Here are some of the legal news stories making headlines this week:
A federal judge handed down the longest sentence yet for a January 6th rioter.
- U.S. District Judge Dabney Friedrich sentenced Guy Reffitt to 87 months in prison for his role in the attack at the Capitol. Earlier this year, a jury convicted Reffitt on five counts, including, among others, obstruction of an official proceeding and entering and remaining in a restricted building with a firearm. Reffitt was the first January 6th defendant to stand trial. He was a member of the Texas Three Percenters, a right-wing extremist group.
- According to evidence presented at trial, on January 6th, Reffitt led a mob of rioters up the Capitol building stairs. He wore body armor and carried a handgun and flexi-cuffs. “We’re taking the Capitol before the day is over,” Reffitt said on January 6th, which was recorded by a camera on his helmet. He also recorded himself saying that he was targeting House Speaker Nancy Pelosi and then-Senate Majority Leader Mitch McConnell. After the attack, Reffitt threatened his teenage children to stop them from alerting law enforcement about his conduct.
- At the sentencing hearing, Judge Friedrich said that Reffitt was “in a class of his own…in terms of what he was doing there that day, and what he claimed what he was there to do.” Speaking at the hearing, Reffitt said, “I really hate what I did…In 2020 I was a little crazy…I wasn’t thinking clearly,” and he said that going forward he will “have nothing to do with politics.”
Reproductive rights issues are in the news this week.
- In the highest-profile test of abortion rights at the ballot box since the Supreme Court overturned Roe v. Wade, voters in Kansas rejected an amendment to the state constitution that would have said there is no right to an abortion in the state. The vote was nearly 59% to 41%, in favor of rejecting the proposal. Despite this result, abortion access in the state remains limited — there are only four abortion clinics in the state. The state’s ban on most abortions after 22 weeks will also remain in effect.

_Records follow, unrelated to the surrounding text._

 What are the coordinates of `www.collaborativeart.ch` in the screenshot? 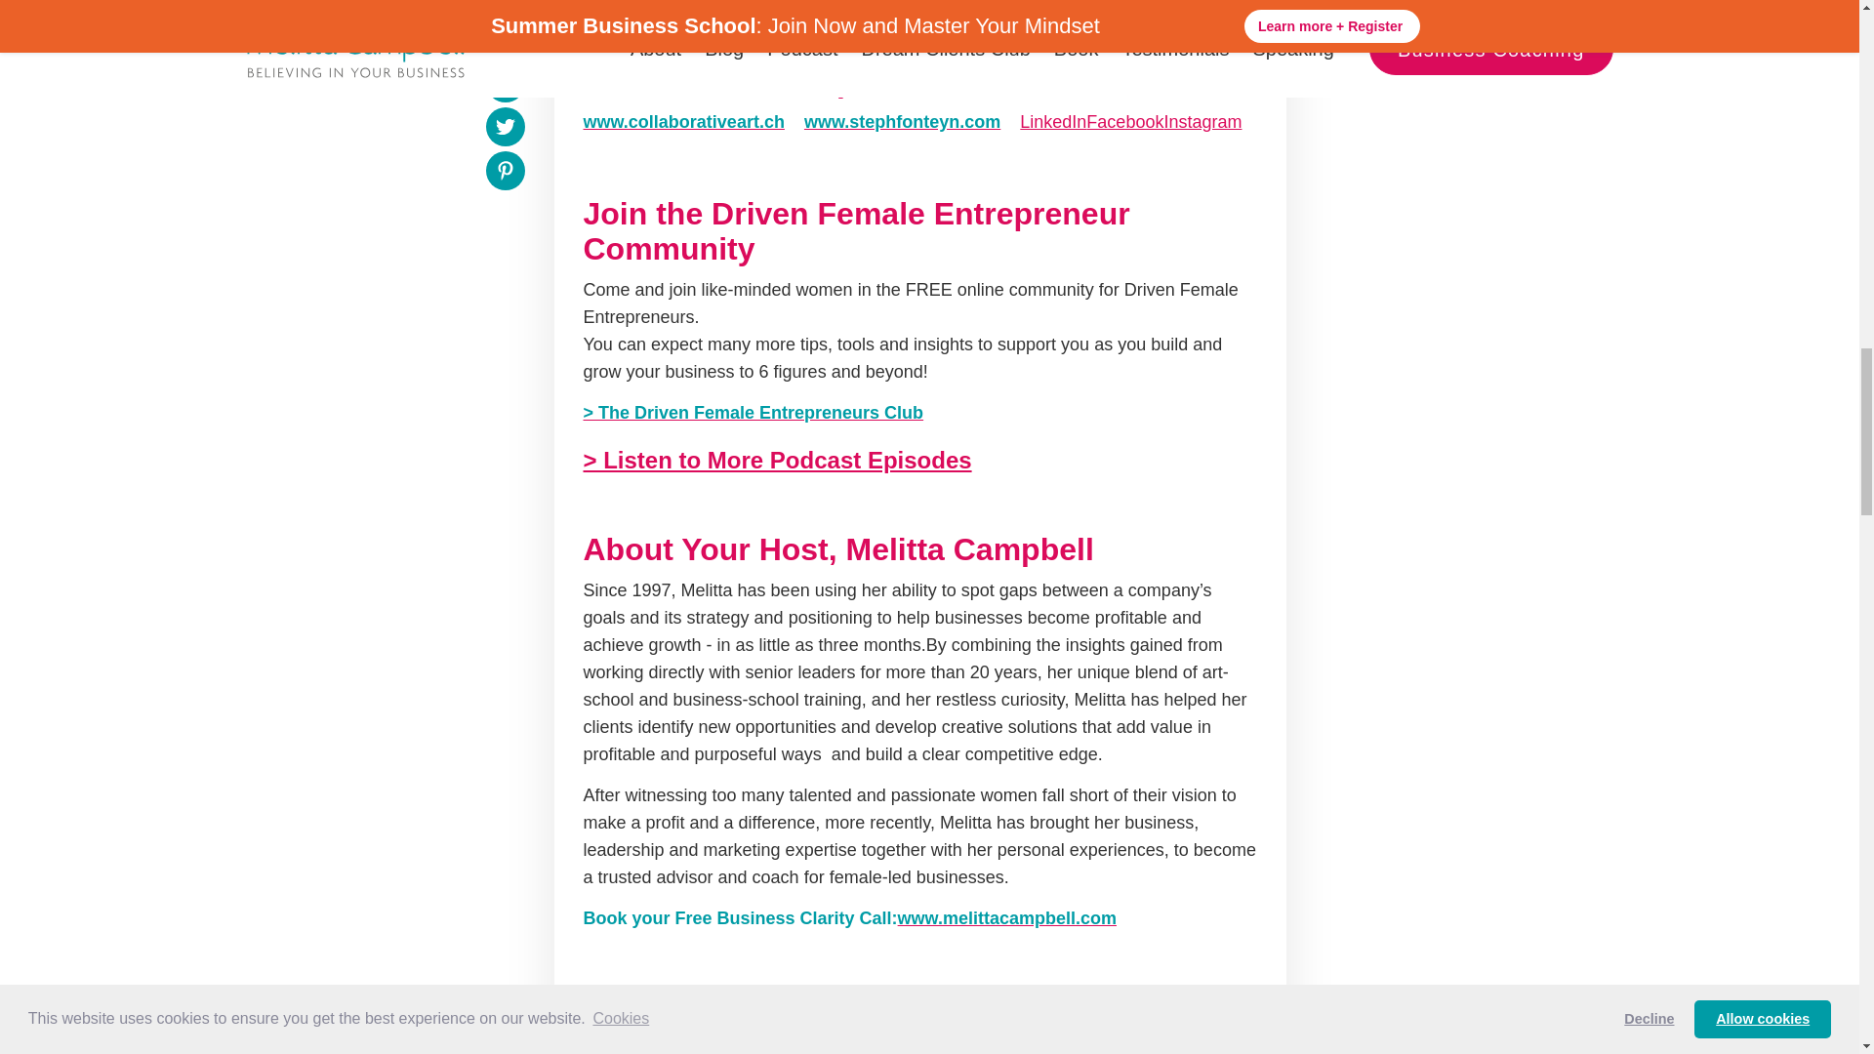 It's located at (683, 121).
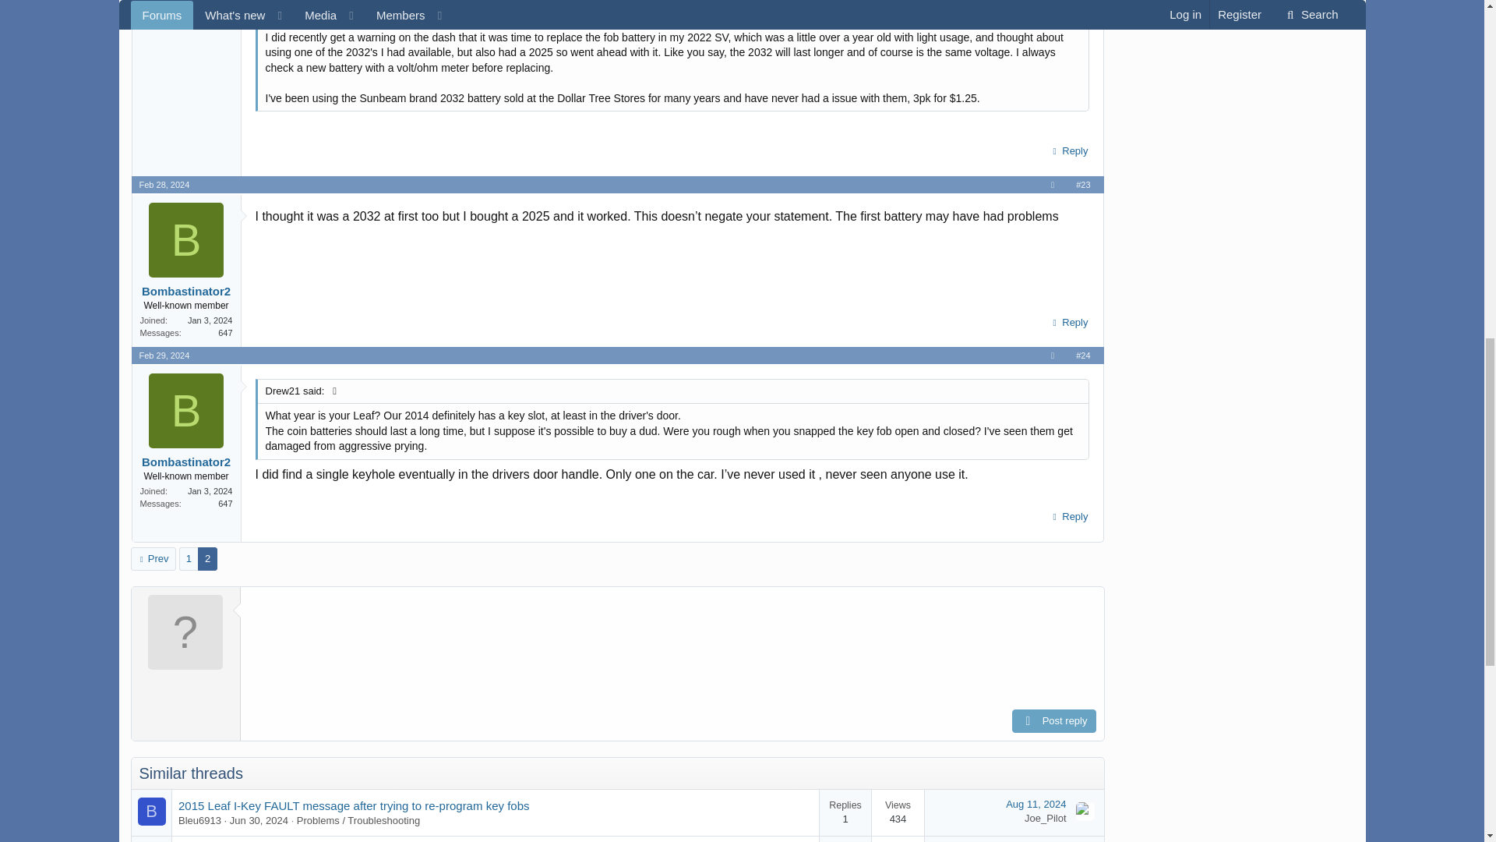 This screenshot has height=842, width=1496. I want to click on Feb 28, 2024 at 10:09 AM, so click(164, 185).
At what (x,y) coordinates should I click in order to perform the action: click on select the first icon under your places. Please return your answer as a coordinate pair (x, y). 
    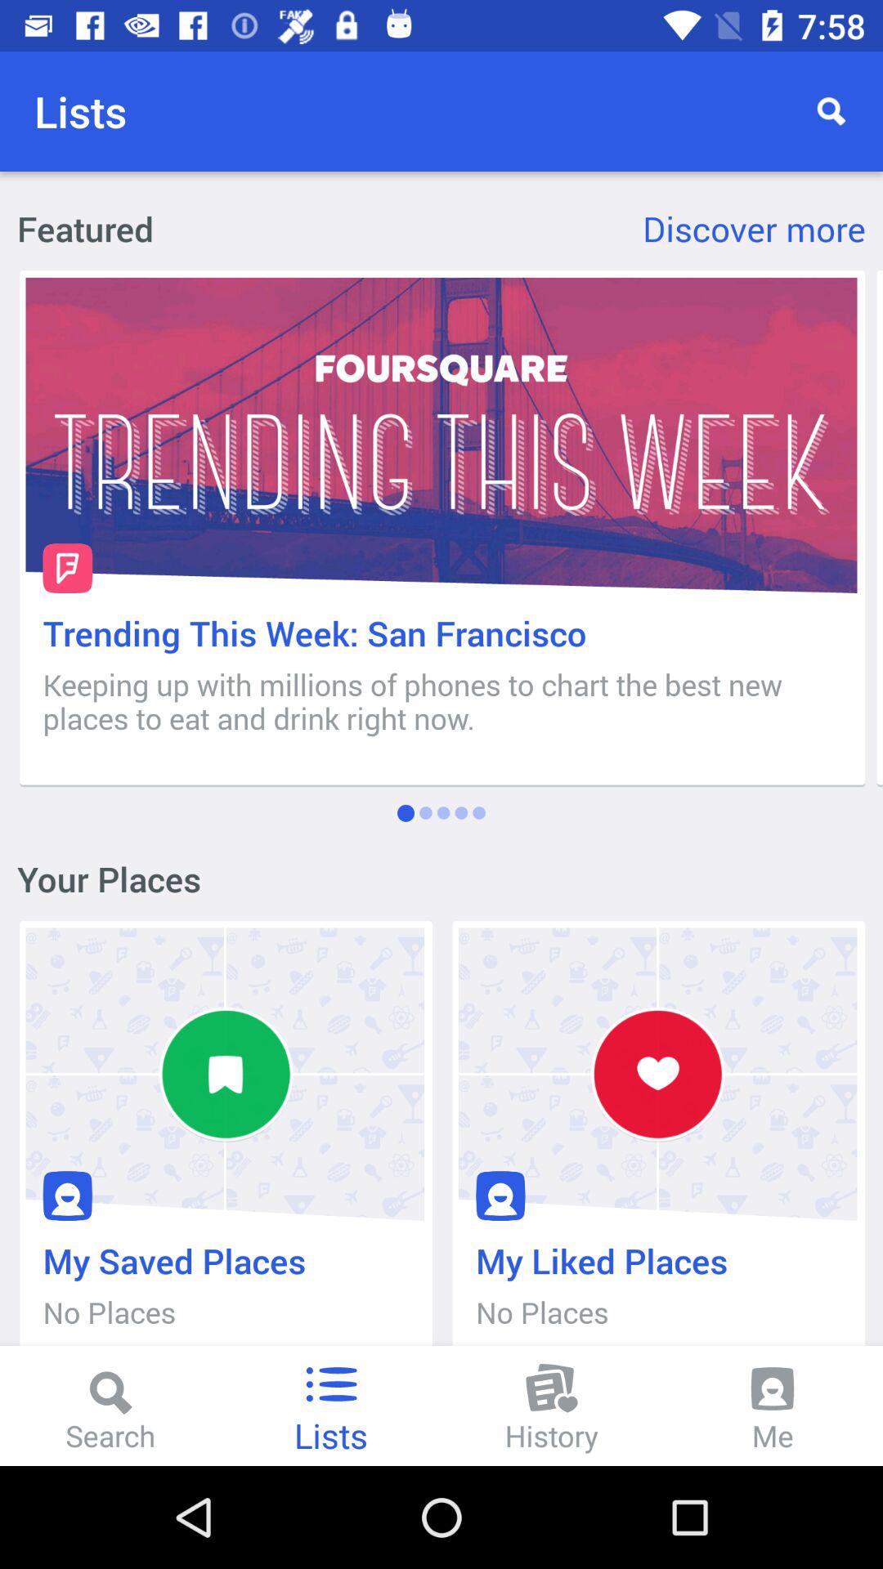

- The Department of Justice sued the state of Idaho over a new law that would ban nearly all abortions in the state. The law permits criminal prosecutions against doctors who perform abortions, and it does not permit the procedure for lifesaving medical treatment, such as in the case of septic infections and ectopic pregnancies, which is the basis for the Biden administration’s lawsuit. “We will use every tool at our disposal to ensure that pregnant women get the emergency medical treatment to which they are entitled under federal law. And we will closely scrutinize state abortion laws to ensure that they comply with federal law,” Attorney General Merrick Garland said when announcing the lawsuit. Idaho Governor Brad Little said his administration would “defend Idaho’s laws in the face of federal meddling.” “Our nation’s highest court returned the issue of abortion to the states to regulate — end of story,” Little continued.
- President Biden signed an executive order that aims to protect people who travel across state lines to receive an abortion. This is the second order that Biden has issued since the Supreme Court overruled Roe v. Wade. In the first executive order, Biden aimed to protect access to abortion medication and contraception.